Who wouldn't buy this title just on the wonderfully strange title alone? Video games always seem to have bad-ass names so that you sound like a cyberpunk when you buy them. Not so with Mr. Domino. Not only is he not afraid to present a console game based on something your grandmother plays, but the game title is also a complete sentence.
When you're done giggling over the title, you'll find a game that delights in being strange.
No One Can Stop Mr. Domino is primarily a puzzle game of the Pipe Dream ilk, i.e. hurry up and complete something before time runs out. Your job, as the titular Mr. Domino, is to set up chains of dominoes along a circular course so that they fall over and trigger various tricks. You only have so much time and so many dominoes, so you have to weigh your moves carefully. Once you've set off all the tricks for that level, Mr. Domino continues on to the next odd little land... and you can't stop him.

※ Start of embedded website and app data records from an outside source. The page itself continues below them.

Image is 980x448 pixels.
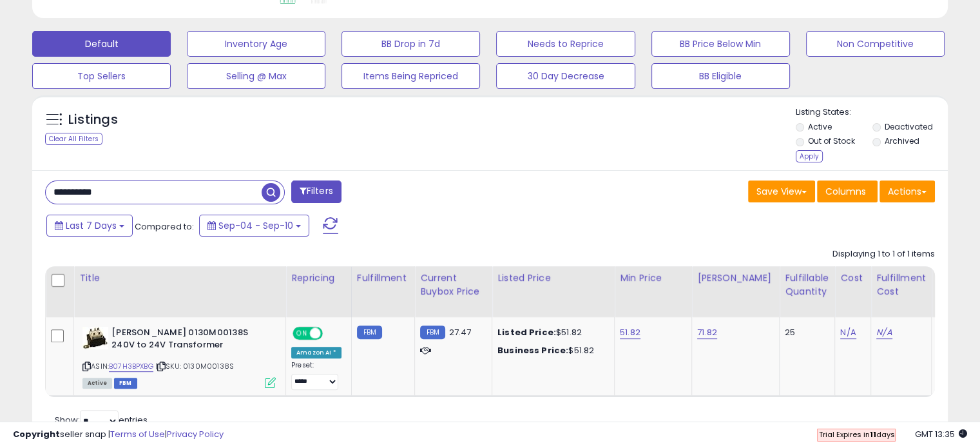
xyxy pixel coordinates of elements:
a: N/A [877,326,892,339]
a: N/A [840,326,856,339]
div: [PERSON_NAME] [697,271,774,285]
div: Min Price [620,271,686,285]
p: Listing States: [796,106,948,119]
div: Fulfillable Quantity [785,271,830,298]
div: Apply [796,151,823,163]
span: 2025-09-18 13:35 GMT [915,428,967,440]
label: Active [808,121,832,132]
button: Last 7 Days [46,215,133,237]
div: 25 [785,327,825,339]
span: OFF [321,328,341,339]
div: ASIN: [82,327,276,387]
div: Fulfillment Cost [877,271,926,298]
b: 11 [869,429,876,440]
span: Trial Expires in days [818,429,895,440]
small: FBM [357,326,382,339]
button: Selling @ Max [187,63,325,89]
span: Compared to: [135,221,194,233]
label: Archived [884,135,919,146]
span: Show: entries [55,414,148,426]
button: BB Eligible [652,63,790,89]
div: Preset: [291,361,341,390]
button: Inventory Age [187,31,325,56]
span: ON [294,328,310,339]
button: Actions [879,180,935,203]
button: Columns [817,180,877,203]
div: Fulfillment [357,271,409,285]
button: Needs to Reprice [496,31,635,56]
button: BB Price Below Min [652,31,790,56]
a: Terms of Use [110,428,165,440]
button: 30 Day Decrease [496,63,635,89]
div: Cost [840,271,865,285]
a: Privacy Policy [167,428,223,440]
b: [PERSON_NAME] 0130M00138S 240V to 24V Transformer [111,327,268,354]
span: | SKU: 0130M00138S [155,361,234,371]
button: Top Sellers [33,63,171,89]
span: Sep-04 - Sep-10 [218,219,293,232]
a: 51.82 [620,326,641,339]
a: 71.82 [697,326,717,339]
div: Displaying 1 to 1 of 1 items [832,248,935,261]
span: 27.47 [448,326,471,339]
div: Repricing [291,271,346,285]
span: Columns [825,185,866,198]
button: Non Competitive [806,31,945,56]
button: Save View [748,180,815,203]
div: seller snap | | [13,428,223,441]
small: FBM [420,326,446,339]
b: Business Price: [498,345,568,357]
h5: Listings [68,111,118,129]
div: Clear All Filters [45,133,103,145]
button: Items Being Repriced [341,63,480,89]
div: Current Buybox Price [420,271,487,298]
span: FBM [114,378,137,389]
a: B07H3BPXBG [109,361,153,372]
button: Filters [291,180,341,203]
div: $51.82 [498,345,605,357]
label: Deactivated [884,121,932,132]
div: Listed Price [498,271,609,285]
span: Last 7 Days [66,219,116,232]
div: Amazon AI * [291,347,341,358]
button: Default [33,31,171,56]
strong: Copyright [13,428,60,440]
div: Title [80,271,281,285]
button: Sep-04 - Sep-10 [199,215,310,237]
img: 41pGJrLBN8L._SL40_.jpg [82,327,108,350]
div: $51.82 [498,327,605,339]
button: BB Drop in 7d [341,31,480,56]
label: Out of Stock [808,135,855,146]
span: All listings currently available for purchase on Amazon [82,378,112,389]
b: Listed Price: [498,326,556,339]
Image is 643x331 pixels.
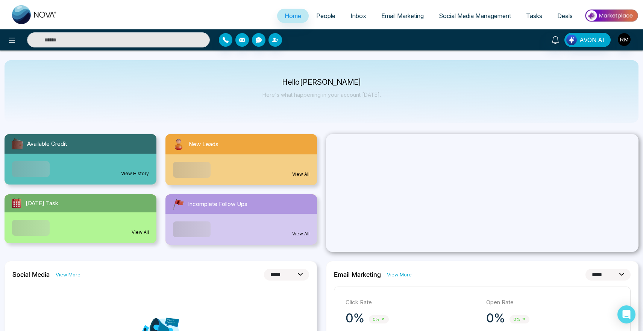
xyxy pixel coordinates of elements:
[12,271,50,278] h2: Social Media
[487,310,505,325] p: 0%
[334,271,381,278] h2: Email Marketing
[263,79,381,85] p: Hello [PERSON_NAME]
[558,12,573,20] span: Deals
[12,5,57,24] img: Nova CRM Logo
[56,271,81,278] a: View More
[172,137,186,151] img: newLeads.svg
[346,298,479,307] p: Click Rate
[567,35,577,45] img: Lead Flow
[26,199,58,208] span: [DATE] Task
[369,315,389,324] span: 0%
[121,170,149,177] a: View History
[351,12,366,20] span: Inbox
[346,310,365,325] p: 0%
[510,315,530,324] span: 0%
[387,271,412,278] a: View More
[263,91,381,98] p: Here's what happening in your account [DATE].
[519,9,550,23] a: Tasks
[188,200,248,208] span: Incomplete Follow Ups
[432,9,519,23] a: Social Media Management
[565,33,611,47] button: AVON AI
[487,298,620,307] p: Open Rate
[277,9,309,23] a: Home
[161,134,322,185] a: New LeadsView All
[285,12,301,20] span: Home
[580,35,605,44] span: AVON AI
[11,197,23,209] img: todayTask.svg
[292,171,310,178] a: View All
[618,305,636,323] div: Open Intercom Messenger
[316,12,336,20] span: People
[172,197,185,211] img: followUps.svg
[132,229,149,236] a: View All
[161,194,322,245] a: Incomplete Follow UpsView All
[526,12,543,20] span: Tasks
[292,230,310,237] a: View All
[189,140,219,149] span: New Leads
[374,9,432,23] a: Email Marketing
[27,140,67,148] span: Available Credit
[439,12,511,20] span: Social Media Management
[618,33,631,46] img: User Avatar
[550,9,581,23] a: Deals
[309,9,343,23] a: People
[343,9,374,23] a: Inbox
[382,12,424,20] span: Email Marketing
[584,7,639,24] img: Market-place.gif
[11,137,24,151] img: availableCredit.svg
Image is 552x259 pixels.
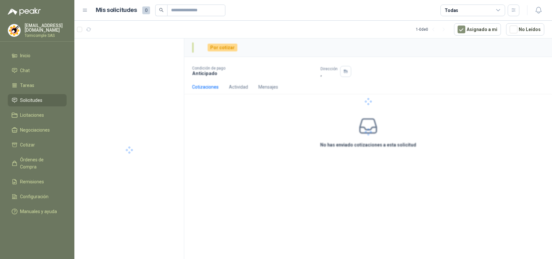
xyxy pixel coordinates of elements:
a: Configuración [8,191,67,203]
div: 1 - 0 de 0 [416,24,449,35]
img: Logo peakr [8,8,41,16]
div: Todas [445,7,459,14]
a: Órdenes de Compra [8,154,67,173]
a: Cotizar [8,139,67,151]
img: Company Logo [8,24,20,37]
a: Tareas [8,79,67,92]
span: Cotizar [20,141,35,149]
span: Chat [20,67,30,74]
span: 0 [142,6,150,14]
span: Remisiones [20,178,44,185]
button: Asignado a mi [454,23,501,36]
span: Configuración [20,193,49,200]
span: Solicitudes [20,97,42,104]
p: Tornicomple SAS [25,34,67,38]
a: Remisiones [8,176,67,188]
h1: Mis solicitudes [96,6,137,15]
span: search [159,8,164,12]
a: Inicio [8,50,67,62]
button: No Leídos [506,23,545,36]
a: Negociaciones [8,124,67,136]
a: Licitaciones [8,109,67,121]
span: Inicio [20,52,30,59]
span: Licitaciones [20,112,44,119]
a: Solicitudes [8,94,67,106]
span: Negociaciones [20,127,50,134]
span: Órdenes de Compra [20,156,61,171]
a: Manuales y ayuda [8,205,67,218]
span: Tareas [20,82,34,89]
span: Manuales y ayuda [20,208,57,215]
a: Chat [8,64,67,77]
p: [EMAIL_ADDRESS][DOMAIN_NAME] [25,23,67,32]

It's worth it to parade through each level and figure out just where everything is, and then restart the level and try to get every trick on your first lap. Missing tricks and trying to track them down one at a time will cost you precious time. When you run out of time (and there isn't any onscreen meter to warn you of this) poor Mr. Domino devolves into a normal, non-mobile domino, paying the ultimate price for his overzealous grandstanding.
Controlling our man Domino requires quite a bit of quick fingering. His path can demand hairpin turns and ultra fast serpentines. Get used to playing at the slow speed before you venture into a fast game. Starting slow will let you gradually figure out just what the hell you're supposed to be doing on each level.

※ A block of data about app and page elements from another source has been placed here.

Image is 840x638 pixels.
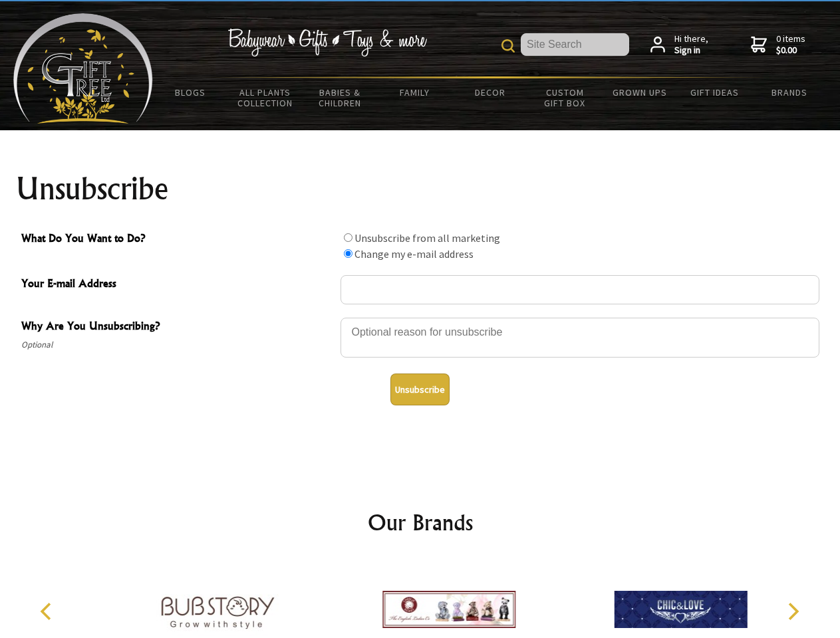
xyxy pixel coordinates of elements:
[674,33,708,56] span: Hi there,
[501,40,515,53] img: product search
[16,173,825,204] h1: Unsubscribe
[33,597,62,626] button: Previous
[752,78,828,106] a: Brands
[677,78,752,106] a: Gift Ideas
[341,275,819,305] input: Your E-mail Address
[674,45,708,56] strong: Sign in
[650,33,708,56] a: Hi there,Sign in
[26,506,814,538] h2: Our Brands
[355,248,474,261] label: Change my e-mail address
[228,78,303,117] a: All Plants Collection
[153,78,228,106] a: BLOGS
[355,231,500,245] label: Unsubscribe from all marketing
[602,78,677,106] a: Grown Ups
[776,45,806,56] strong: $0.00
[751,33,806,56] a: 0 items$0.00
[13,13,153,124] img: Babyware - Gifts - Toys and more...
[776,32,806,56] span: 0 items
[520,33,629,56] input: Site Search
[527,78,603,117] a: Custom Gift Box
[341,318,819,357] textarea: Why Are You Unsubscribing?
[344,249,353,258] input: What Do You Want to Do?
[452,78,527,106] a: Decor
[377,78,453,106] a: Family
[344,233,353,242] input: What Do You Want to Do?
[21,275,334,294] span: Your E-mail Address
[21,318,334,337] span: Why Are You Unsubscribing?
[21,337,334,353] span: Optional
[21,230,334,249] span: What Do You Want to Do?
[303,78,377,117] a: Babies & Children
[778,597,807,626] button: Next
[227,29,427,56] img: Babywear - Gifts - Toys & more
[391,374,449,405] button: Unsubscribe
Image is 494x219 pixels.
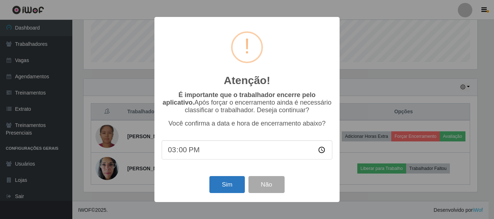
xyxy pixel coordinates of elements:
[209,176,244,193] button: Sim
[224,74,270,87] h2: Atenção!
[248,176,284,193] button: Não
[161,120,332,128] p: Você confirma a data e hora de encerramento abaixo?
[162,91,315,106] b: É importante que o trabalhador encerre pelo aplicativo.
[161,91,332,114] p: Após forçar o encerramento ainda é necessário classificar o trabalhador. Deseja continuar?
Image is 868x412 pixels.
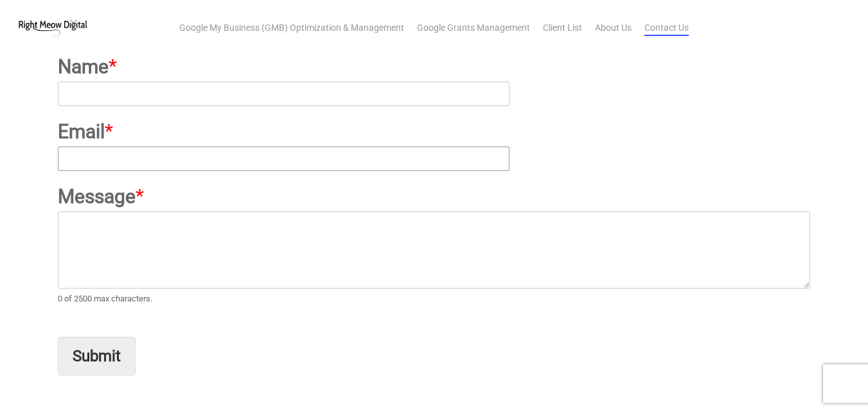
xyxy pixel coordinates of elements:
label: Name [58,54,810,79]
button: Submit [58,336,135,375]
a: About Us [595,22,632,34]
a: Client List [543,22,582,34]
label: Message [58,184,810,209]
a: Google Grants Management [417,22,531,34]
label: Email [58,119,810,144]
div: 0 of 2500 max characters. [58,293,810,304]
a: Google My Business (GMB) Optimization & Management [179,22,405,34]
a: Contact Us [645,22,689,34]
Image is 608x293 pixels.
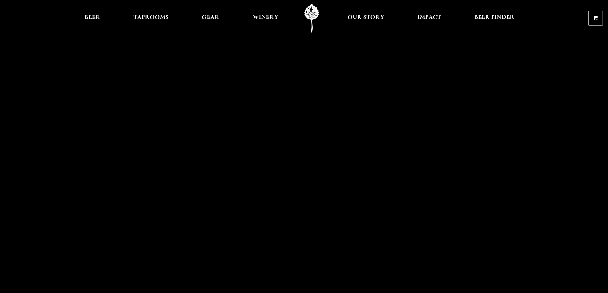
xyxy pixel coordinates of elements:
[474,15,515,20] span: Beer Finder
[85,15,100,20] span: Beer
[129,4,173,33] a: Taprooms
[80,4,104,33] a: Beer
[198,4,223,33] a: Gear
[202,15,219,20] span: Gear
[133,15,169,20] span: Taprooms
[470,4,519,33] a: Beer Finder
[300,4,324,33] a: Odell Home
[249,4,282,33] a: Winery
[418,15,441,20] span: Impact
[343,4,388,33] a: Our Story
[348,15,384,20] span: Our Story
[413,4,445,33] a: Impact
[253,15,278,20] span: Winery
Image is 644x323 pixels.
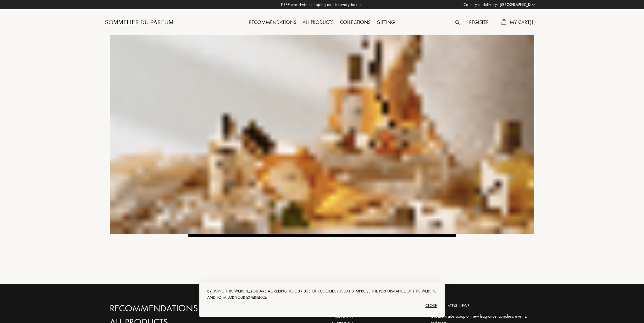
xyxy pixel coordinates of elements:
[110,303,245,314] a: Recommendations
[373,19,398,25] a: Gifting
[337,19,373,25] a: Collections
[463,2,498,8] span: Country of delivery:
[466,19,492,25] a: Register
[455,20,460,24] img: search_icn.svg
[207,300,437,311] div: Close
[110,34,534,234] img: Sylvaine Delacourte Banner
[337,18,373,27] div: Collections
[501,19,506,25] img: cart.svg
[246,19,300,25] a: Recommendations
[300,19,337,25] a: All products
[250,289,339,294] span: you are agreeing to our use of «cookies»
[105,19,173,27] a: Sommelier du Parfum
[300,18,337,27] div: All products
[466,18,492,27] div: Register
[207,288,437,300] div: By using this website, used to improve the performance of this website and to tailor your experie...
[246,18,300,27] div: Recommendations
[510,19,536,25] span: My Cart ( 1 )
[373,18,398,27] div: Gifting
[430,303,530,309] div: Get the latest news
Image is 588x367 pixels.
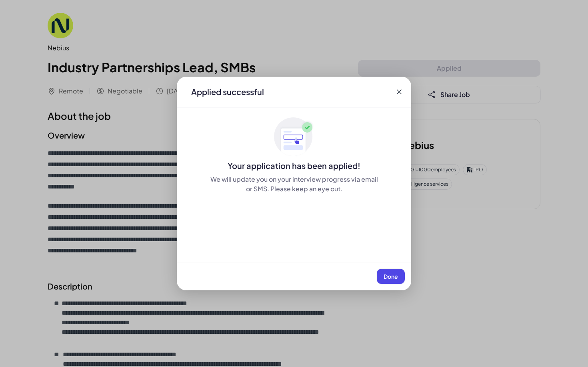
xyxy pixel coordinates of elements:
[177,160,411,171] div: Your application has been applied!
[384,273,398,280] span: Done
[209,175,379,194] div: We will update you on your interview progress via email or SMS. Please keep an eye out.
[274,117,314,157] img: ApplyedMaskGroup3.svg
[376,269,405,284] button: Done
[191,86,264,97] div: Applied successful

(If you checked out the demo of Mr. Domino and didn't enjoy it, you can chalk that up to stupid demo distributors. The demo I received with the Official PlayStation Magazine gave you level 3 to play, which is a tough one. Plus, the game isn't explained very well, so the demo can leave a bad taste in your mouth. The first two levels of the full version of Mr. Domino break you in very nicely... and make you want to play more.)
The worst part is the last level. Level 6 starts you in a sewer... an easy loop once you've sussed it out. Run it as quickly as possible and head topside to the city. This second loop is actually pretty nice as well, but you're going to start to notice that time is running out. Even an H block won't buy you much extra, so any stumbles here are fatal. Make sure you do one complete loop and hit all the tricks because there's no time for a second run. The final loop takes you up the side of a skyscraper and this is do-or-die time. The secret trick is that Mr. Domino can leap over some breaks in the path... and you won't notice it until you miss a turn and surprise, surprise he leaps across the cliff.

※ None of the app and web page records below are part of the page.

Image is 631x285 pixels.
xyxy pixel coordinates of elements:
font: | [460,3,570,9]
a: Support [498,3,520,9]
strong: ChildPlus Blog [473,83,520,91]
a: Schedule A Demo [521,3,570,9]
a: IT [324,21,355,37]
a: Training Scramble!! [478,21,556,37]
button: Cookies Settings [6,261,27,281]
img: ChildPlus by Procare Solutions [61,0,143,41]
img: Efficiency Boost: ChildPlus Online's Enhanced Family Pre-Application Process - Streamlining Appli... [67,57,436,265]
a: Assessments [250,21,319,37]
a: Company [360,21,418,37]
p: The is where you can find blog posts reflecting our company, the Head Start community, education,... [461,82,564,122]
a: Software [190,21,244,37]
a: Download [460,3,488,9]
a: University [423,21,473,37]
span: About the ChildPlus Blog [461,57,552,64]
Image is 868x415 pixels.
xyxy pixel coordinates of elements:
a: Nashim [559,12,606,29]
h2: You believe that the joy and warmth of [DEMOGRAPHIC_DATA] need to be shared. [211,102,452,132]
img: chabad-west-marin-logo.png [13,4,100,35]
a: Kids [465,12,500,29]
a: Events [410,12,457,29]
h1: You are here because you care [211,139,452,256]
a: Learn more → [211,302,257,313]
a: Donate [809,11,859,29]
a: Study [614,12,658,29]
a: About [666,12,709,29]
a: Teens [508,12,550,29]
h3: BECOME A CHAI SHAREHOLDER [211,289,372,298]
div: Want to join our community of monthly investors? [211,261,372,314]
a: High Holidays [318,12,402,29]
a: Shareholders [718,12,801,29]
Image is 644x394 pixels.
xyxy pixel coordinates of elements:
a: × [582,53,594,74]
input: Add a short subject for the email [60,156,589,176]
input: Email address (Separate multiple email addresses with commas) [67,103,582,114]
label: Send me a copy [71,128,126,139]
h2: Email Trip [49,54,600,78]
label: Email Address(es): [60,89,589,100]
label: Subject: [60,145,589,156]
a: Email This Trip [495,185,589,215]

The charm of the game is the strange Japanese-culture-shock levels. The tricks get progressively stranger and stranger... in one level, you send a flaming meteor into the middle of a crowded park; in another, you strip a teenage girl down to her undies. Maybe a restraining order could stop Mr. Domino.
This game is just strange, strange, strange. Luckily, it's also very interesting. This one definitely deserves a rental. I don't know that I would call the game addicting, but it is one of those games that demands "just one more try."